Domenjoud is one of the most visibly affected activists by these measures. While he has committed no crime, he is on a loose form of house arrest. He can go anywhere in Malakoff, a suburb south of Paris, but he can't pass its borders. He also has to check in with police three times per day and can't leave his apartment between 8 pm and 6 am.

He says he doesn't know how police keep track of him, but he's pretty sure they know where he is as long as he's carrying his phone.

He says police appear to know when he's planning to leave his apartment because he could see them waiting on the street outside his apartment. "From the moment I put on my jacket, they were waiting. The worst part is thinking about if my apartment is being listened to," he said.

Related: Toxic Tours and Civil Disobedience: COP21 - Climate Emergency (Dispatch 3)

Rousseau says she is concerned that activists are being arrested based on their political beliefs. "This is very ideological. And that's where it gets really dangerous," she says.

Once his house arrest is over on Saturday Domenjoud says he won't have much proof that any of this happened. He hasn't been charged with a crime so he doesn't need to appear in court. But he doesn't plan to let his ordeal go without a fight.

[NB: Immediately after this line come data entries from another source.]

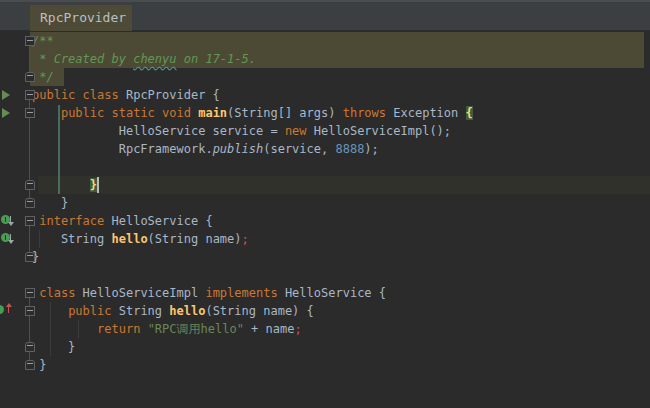 The image size is (650, 408). I want to click on code-line: String hello(String name);, so click(124, 239).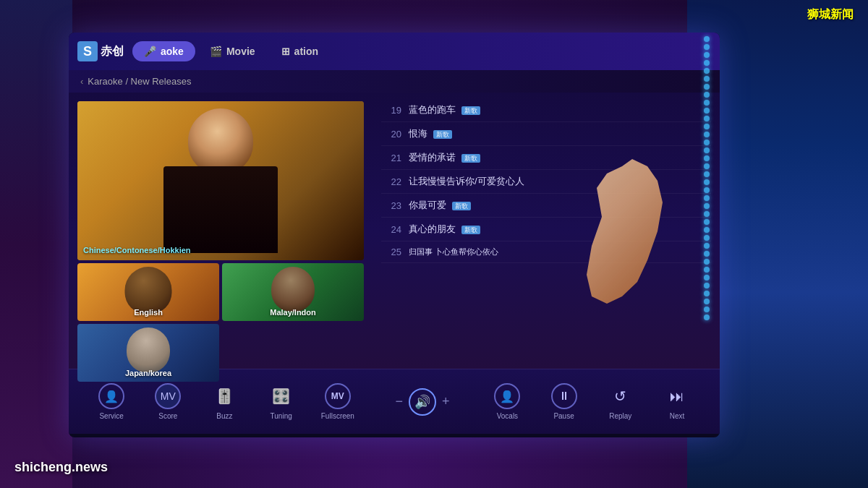 The image size is (868, 488). Describe the element at coordinates (221, 210) in the screenshot. I see `featured-body` at that location.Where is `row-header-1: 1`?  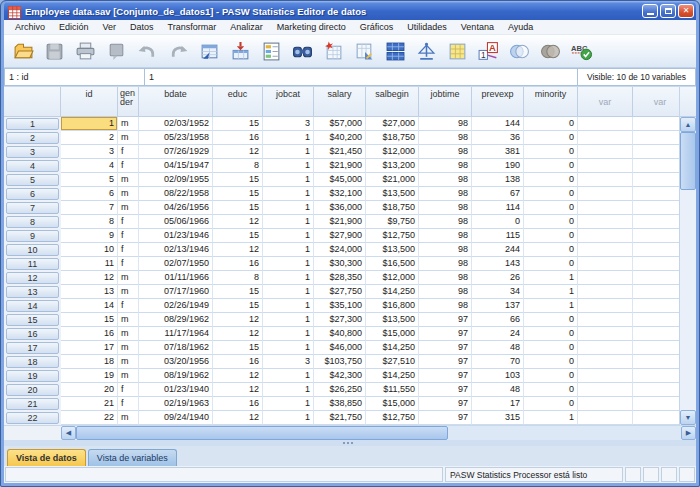 row-header-1: 1 is located at coordinates (32, 124).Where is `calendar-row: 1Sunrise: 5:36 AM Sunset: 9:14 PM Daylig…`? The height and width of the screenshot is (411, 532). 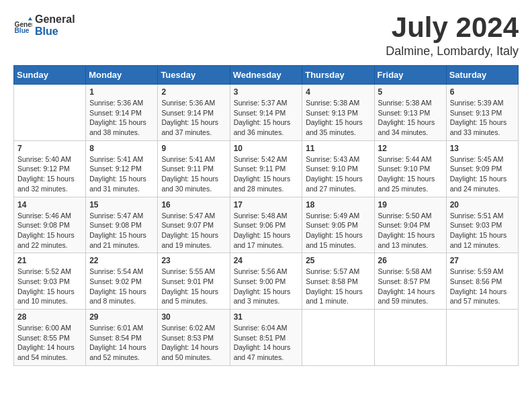
calendar-row: 1Sunrise: 5:36 AM Sunset: 9:14 PM Daylig… is located at coordinates (266, 113).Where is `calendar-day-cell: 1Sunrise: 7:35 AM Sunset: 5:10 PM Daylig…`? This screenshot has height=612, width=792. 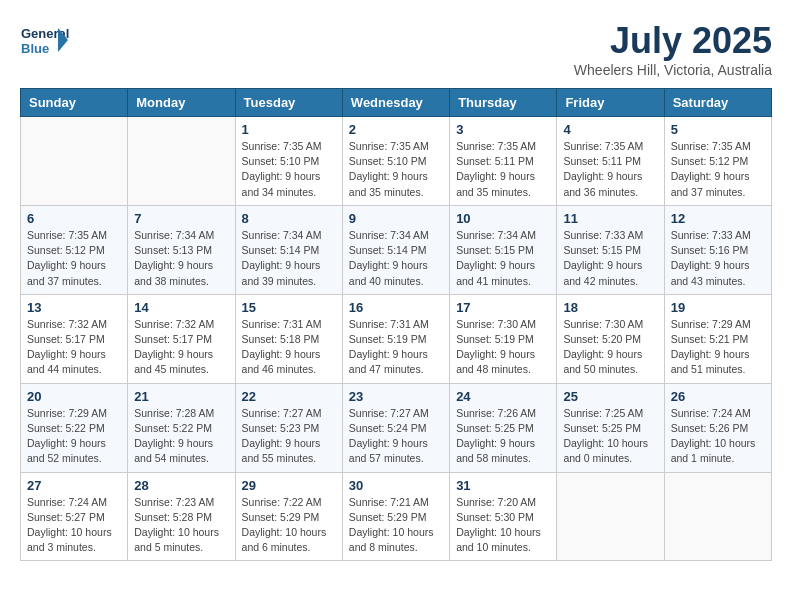 calendar-day-cell: 1Sunrise: 7:35 AM Sunset: 5:10 PM Daylig… is located at coordinates (288, 162).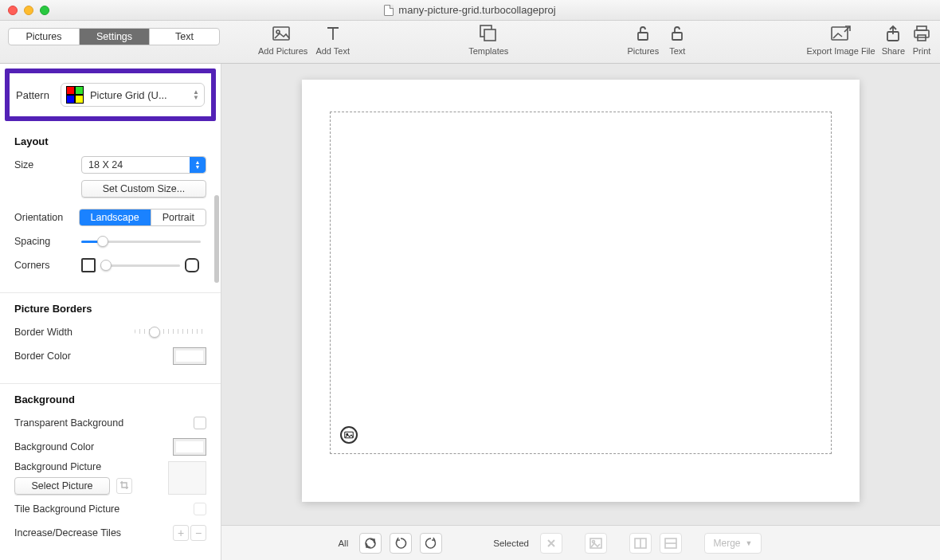  Describe the element at coordinates (671, 543) in the screenshot. I see `split-h-button` at that location. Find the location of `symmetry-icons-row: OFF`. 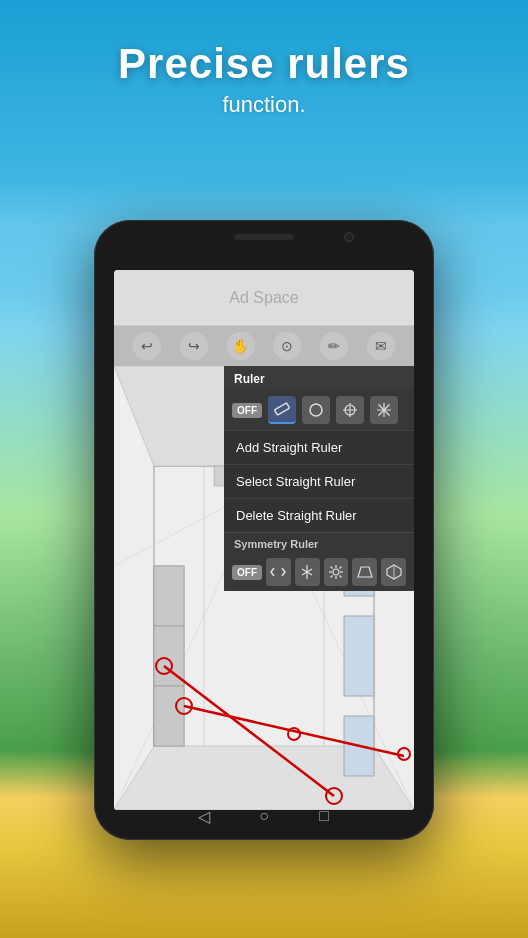

symmetry-icons-row: OFF is located at coordinates (319, 572).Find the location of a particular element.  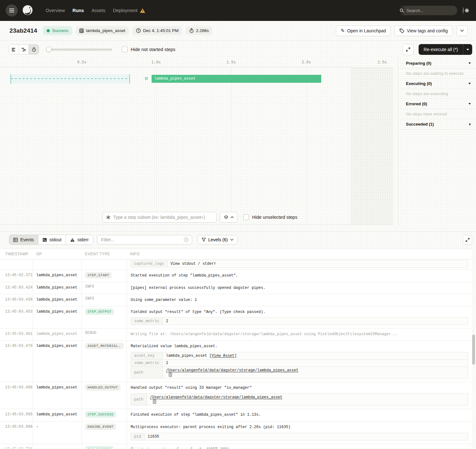

nav-deployment: Deployment is located at coordinates (125, 10). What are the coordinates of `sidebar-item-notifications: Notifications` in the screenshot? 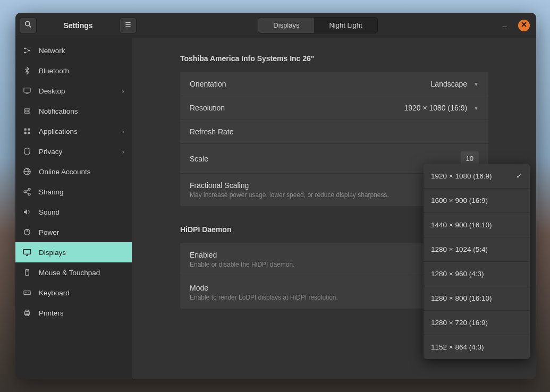 It's located at (73, 111).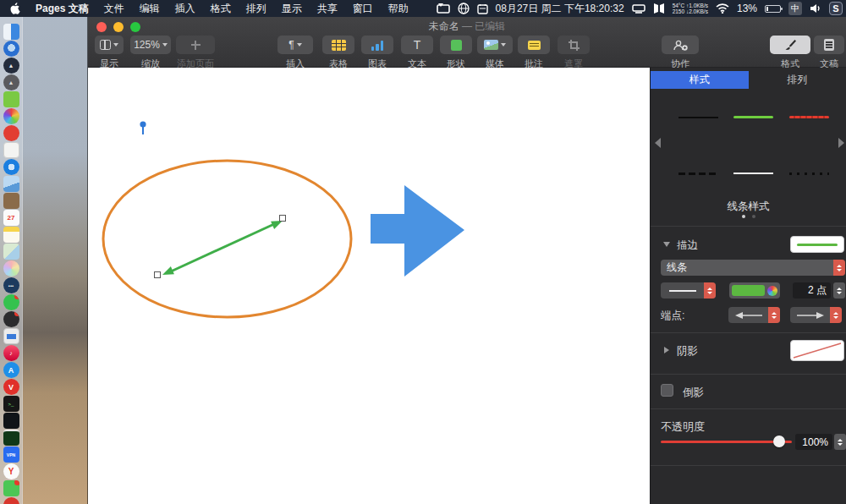 The width and height of the screenshot is (846, 504). Describe the element at coordinates (699, 174) in the screenshot. I see `line-style-black-dashed` at that location.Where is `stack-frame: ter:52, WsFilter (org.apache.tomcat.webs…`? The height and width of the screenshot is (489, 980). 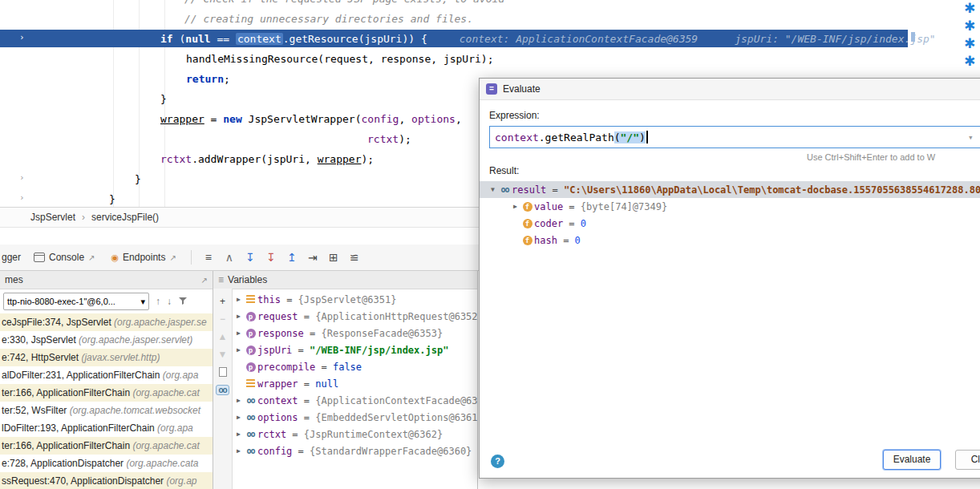 stack-frame: ter:52, WsFilter (org.apache.tomcat.webs… is located at coordinates (106, 410).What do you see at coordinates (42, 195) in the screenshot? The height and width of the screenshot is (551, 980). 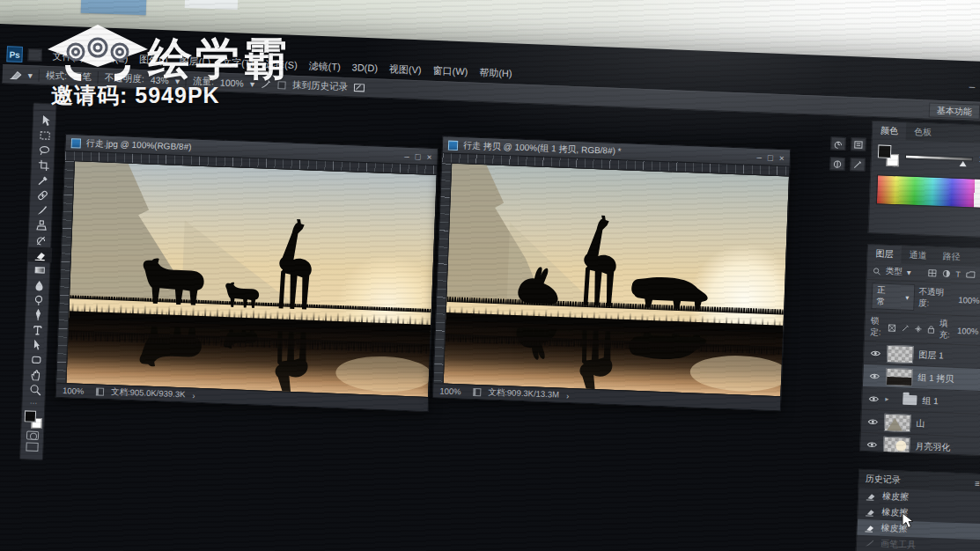 I see `tool-spot-heal-icon` at bounding box center [42, 195].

"I will have lost part of my life these 15 days. It's very important that this situation does not become normalized," says Domenjoud.

He says he plans to take his case all the way to the European Court of Human Rights if he needs to. He will take the next step in his legal battle tomorrow by filing an appeal with the French state council.

"They have not chosen a good one. I know very well my rights," he says.